As had been expected, the historic New Horizons mission will continue as the first spacecraft to ever visit the dwarf planet Pluto will now travel to an 2014 MU69, an object located even deeper in the Kuiper Belt, officials at the US space agency confirmed on Friday afternoon.
New Horizons, which became the first probe to ever complete a flyby of Pluto in July 2015, will now head towards 2014 MU69, a tiny Kuiper Belt object (KBO) located about one million miles (1.6 billion km) from Pluto. It is expected to rendezvous with the KBO on January 1, 2019.
“The New Horizons mission to Pluto exceeded our expectations and even today the data from the spacecraft continue to surprise,” NASA’s Director of Planetary Science Jim Green said in a July 1 press release. “We’re excited to continue onward into the dark depths of the outer solar system to a science target that wasn’t even discovered when the spacecraft launched.”
NASA also announced that it had decided to keep the Dawn spacecraft at Ceres for now rather than have it travel to the main belt asteroid Adeona, as Green explaining that continued tracking of Ceres as it moves closer to the sun “has the potential to provide more significant science” than a flyby of Adeona.
Why 2014 MU69, and what exactly will the mission entail?
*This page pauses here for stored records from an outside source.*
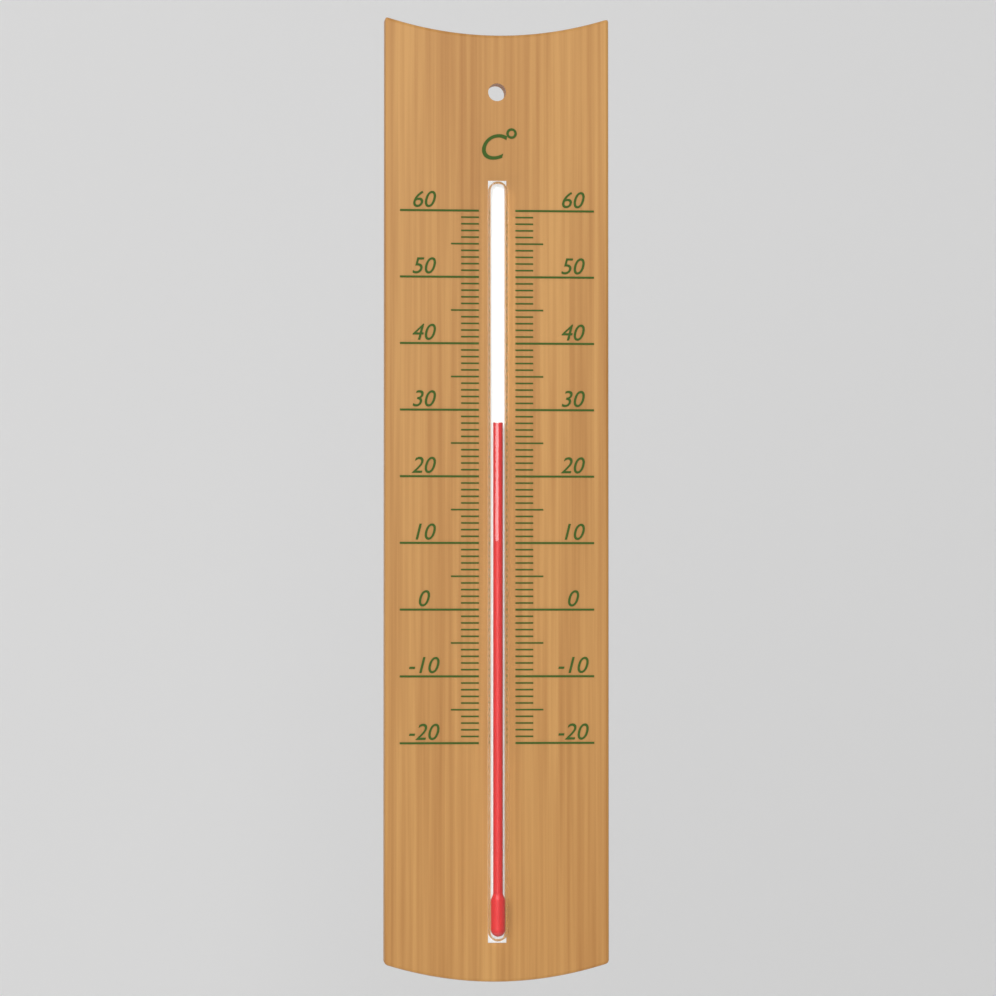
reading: 28 °C
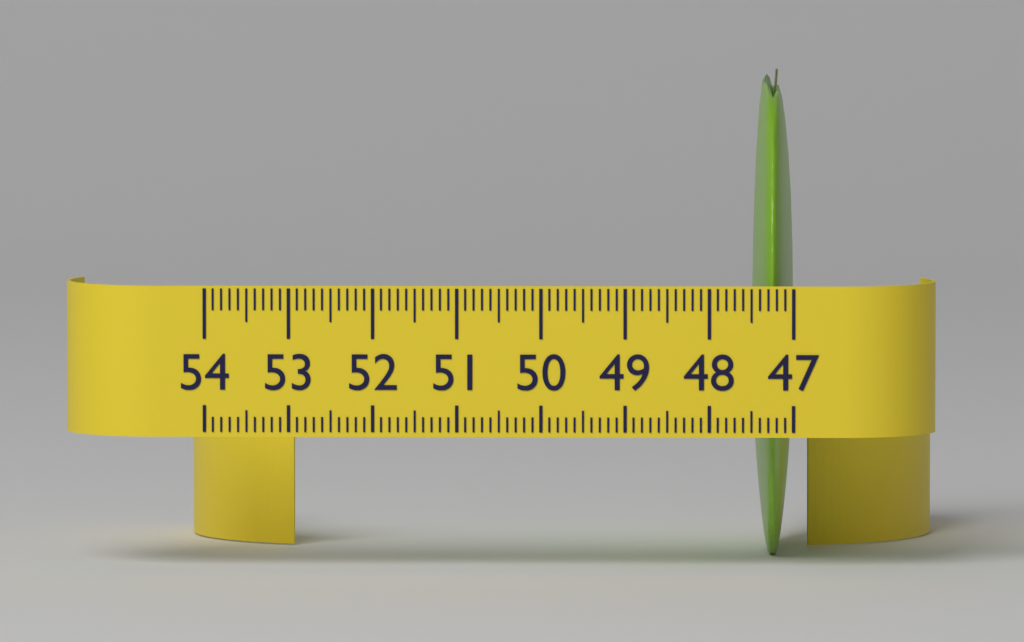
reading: 47.5 (no unit)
Although both 2014 MU69 and Pluto are located in the same region of space, the two objects are quite different, according to Space.com. Pluto is 1,474 miles (2,372 km) wide, while 2014 MU69 is much smaller, with an estimated width of just 13 to 25 miles (21 to 40 km).
New Horizons is expected to come within 1,900 miles (3,000 km) of the 2014 MU69 during its 2019 flyby, or about four times closer to the object than it was during its Pluto flyby, the agency noted. The undisturbed, four million year old object is believed to be the most pristine ever to be visited by a spacecraft, according to principle investigator Alan Stern.
“We discovered 2014 MU69 (or MU69, for short) in a dedicated search for possible extended mission flyby targets that we conducted in 2014, using the Hubble Space Telescope,” Stern, who works out of the Southwest Research Institute in Boulder, Colorado, wrote in an April blog post. It is roughly 500,000 times less massive than Pluto, placing it “in a key intermediate size regime to better understand planetary accretion,” he added.
Stern went on to note that New Horizons would be using all seven of its scientific instruments to study the Kuiper Belt object, and that its encounter with MU69 “will include detailed global and high-resolution mapping, including color mapping… compositional mapping, searches for moons of MU69, studies of its surface properties, and searches for an atmosphere.”